Iowa House considers mandatory tracking codes for absentee ballots
DES MOINES — There’s a bipartisan effort in the Iowa House to ensure every absentee ballot mailed on time gets counted in the 2020 election. Republican Representative Jon Jacobsen of Council Bluffs is leading the discussion — a discussion that started after a disputed legislative race in the Decorah area.
“Uniformity between and among all the counties is absolutely requisite in this situation,” he said.
The three counties in House District 55 each handled absentee ballots that were delivered after Election Day differently. A bill that cleared a House committee will require each county auditor to pay for a U.S. Postal Service marking system that tracks when mail is sent and received. Pat Gill, the Woodbury County Auditor, paid two cents per absentee ballot to track ballots in his county for the 2018 election.
“It is something that’s been very successful,” Gill said. “You feel pretty good about making sure the ballots that should be counted are counted and the ones that are rejected should be rejected rightfully.”

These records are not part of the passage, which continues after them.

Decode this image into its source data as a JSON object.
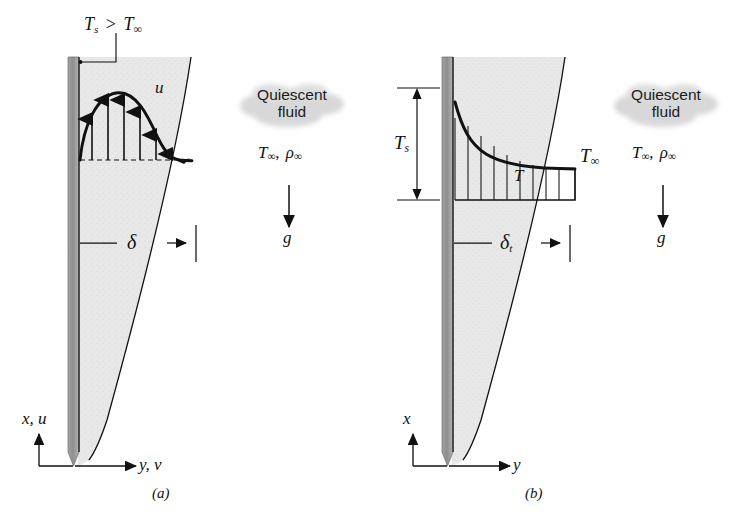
{
  "figure": {
    "title_visible": false,
    "background": "#ffffff",
    "ink": "#111111",
    "wall_dark": "#8c8c8c",
    "wall_mid": "#a8a8a8",
    "fluid_fill": "#e9e9e9",
    "cloud_fill": "#d6d6d6"
  },
  "panels": [
    {
      "id": "a",
      "caption": "(a)",
      "surface_condition": {
        "T_s": "T",
        "T_s_sub": "s",
        "relation": ">",
        "T_inf": "T",
        "T_inf_sub": "∞",
        "full": "Ts > T∞"
      },
      "profile_label": {
        "symbol": "u",
        "meaning": "velocity-profile"
      },
      "boundary_layer_label": {
        "symbol": "δ",
        "sub": "",
        "meaning": "velocity-boundary-layer-thickness"
      },
      "ambient_block": {
        "cloud_line1": "Quiescent",
        "cloud_line2": "fluid",
        "properties_T": "T",
        "properties_T_sub": "∞",
        "properties_sep": ",",
        "properties_rho": "ρ",
        "properties_rho_sub": "∞",
        "gravity_symbol": "g"
      },
      "axes": {
        "vertical": "x, u",
        "horizontal": "y, v"
      }
    },
    {
      "id": "b",
      "caption": "(b)",
      "wall_temperature": {
        "symbol": "T",
        "sub": "s"
      },
      "free_stream_temperature": {
        "symbol": "T",
        "sub": "∞"
      },
      "profile_label": {
        "symbol": "T",
        "meaning": "temperature-profile"
      },
      "boundary_layer_label": {
        "symbol": "δ",
        "sub": "t",
        "meaning": "thermal-boundary-layer-thickness"
      },
      "ambient_block": {
        "cloud_line1": "Quiescent",
        "cloud_line2": "fluid",
        "properties_T": "T",
        "properties_T_sub": "∞",
        "properties_sep": ",",
        "properties_rho": "ρ",
        "properties_rho_sub": "∞",
        "gravity_symbol": "g"
      },
      "axes": {
        "vertical": "x",
        "horizontal": "y"
      }
    }
  ]
}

Gill’s office in Sioux City received nine ballots last year that did not have a postmark showing when they’d been mailed.
“It took me 15 minutes to run a report and determine those ballots weren’t in the (postal) system prior to Election Day,” Gill said.
Shelly Wolf, the Bremer County Auditor, also paid to have ballots in her county tracked in 2018, but the system generated some errors.
“We think we’ve got the issue fixed,” she says. “It had to do with the last four digits of the zip code.”
Wolf would prefer to have a hard deadline for when ballots must be in county auditor’s offices. Representative Bruce Hunter, a Democrat from Des Moines, said having every county use bar codes that checked by the Postal Service is more fair to voters.
“There are so many instances, right around 1200 this year, where a voter voted an absentee ballot, they did everything right, they got it in on time and if we say it had to be in by Election Day, their vote wouldn’t have been counted.”
The Secretary of State’s office estimates it would cost about $13,000 for the 2020 election if every county auditor uses the Postal Service tracking system.